Whether you are actively hunting a job, or thinking about advancement in your current one, research planning can be a tricky skill to master. There are so many factors to consider, whether it is the demands of the REF (whatever form it takes), the state of your subject area and life outside academia. However, most institutions are now engaging in strategic long-term planning of research activities so you will often be asked to know what you’ll be writing on years from now, even if the thought of 2026 fills you with thoughts of robot monkeys and package holidays to Jupiter.
When you’re completing a PhD, if you’re well-supervised, you will have someone to help steer your course who can help you work out what is feasible in the time you have. Out in the big bad world, it can be harder when you have to work on your own steam but it can also be liberating to know that you can find interesting topics and put your stamp on them. Full disclosure: I have a truly excellent and supportive research mentor who listens to my blether and a former PhD supervisor who is tremendous but I still find beginning new things intimidating.

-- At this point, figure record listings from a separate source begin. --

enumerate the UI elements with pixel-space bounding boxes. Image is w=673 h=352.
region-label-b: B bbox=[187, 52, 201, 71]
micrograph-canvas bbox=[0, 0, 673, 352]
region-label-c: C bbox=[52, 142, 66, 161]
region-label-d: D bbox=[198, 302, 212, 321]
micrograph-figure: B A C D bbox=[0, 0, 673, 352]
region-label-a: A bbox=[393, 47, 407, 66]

I asked the academics of Twitter how they go about starting a new project and was met with an impressive variety of results: http://sfy.co/b0dEg (Tweet yours @ me and I’ll update the list). Some of these were discipline specific: some historians seemed to focus more on archival research to consolidate their future plans but those more engaged with critical theory required thinking and freestyle writing time.
No matter what your approach, though, here are a few things that have worked for me in framing my research for job interviews of the past and research exercises of the future:
Talk to Trusted Friends: New research ideas can often emerge into the sunlit in a vulnerable Bambi-ish state, tottering and uncertain. This is not the time to go before your arch-theorist frenemy, this is the time to find someone you trust and respect. Buy them some pie, warn them that you’ll bend their ear but promise that you’ll do the same for them. Even if they aren’t in your exact discipline, saying the words out loud can help you work out what’s achievable.
Teach It: Top Tip from Tim (see Storify above). Try to incorporate some of your material into your curriculum. This will help you break it down and help you work out whether you can live with the idea, period or text. Your students’ reactions and debate will help you defend the topic, and thanking them in acknowledgements is always classy.
Not Today, Satan: You don’t have to write a three volume autobiography today, or tomorrow, or the next day. Work it down into achievable chunks, reward yourself. Always be prepared for things to change, for your focus to shift. You might think it’s a book but it’s actually three journal articles or vice versa.
Test Balloons: Once you’ve focused a little and begun the process, try your fledgling idea out as a conference paper or journal article. No matter what, the feedback will be useful in really working out what your idea is about. Ideally, find a friendly audience, such as a departmental research seminar or an event where at least one person in the audience is willing you on. If it’s a really new direction for you, try a journal you don’t normally publish in.
Oh, and I also raided the stationary shop this morning for several notebooks for my handbag and bedside.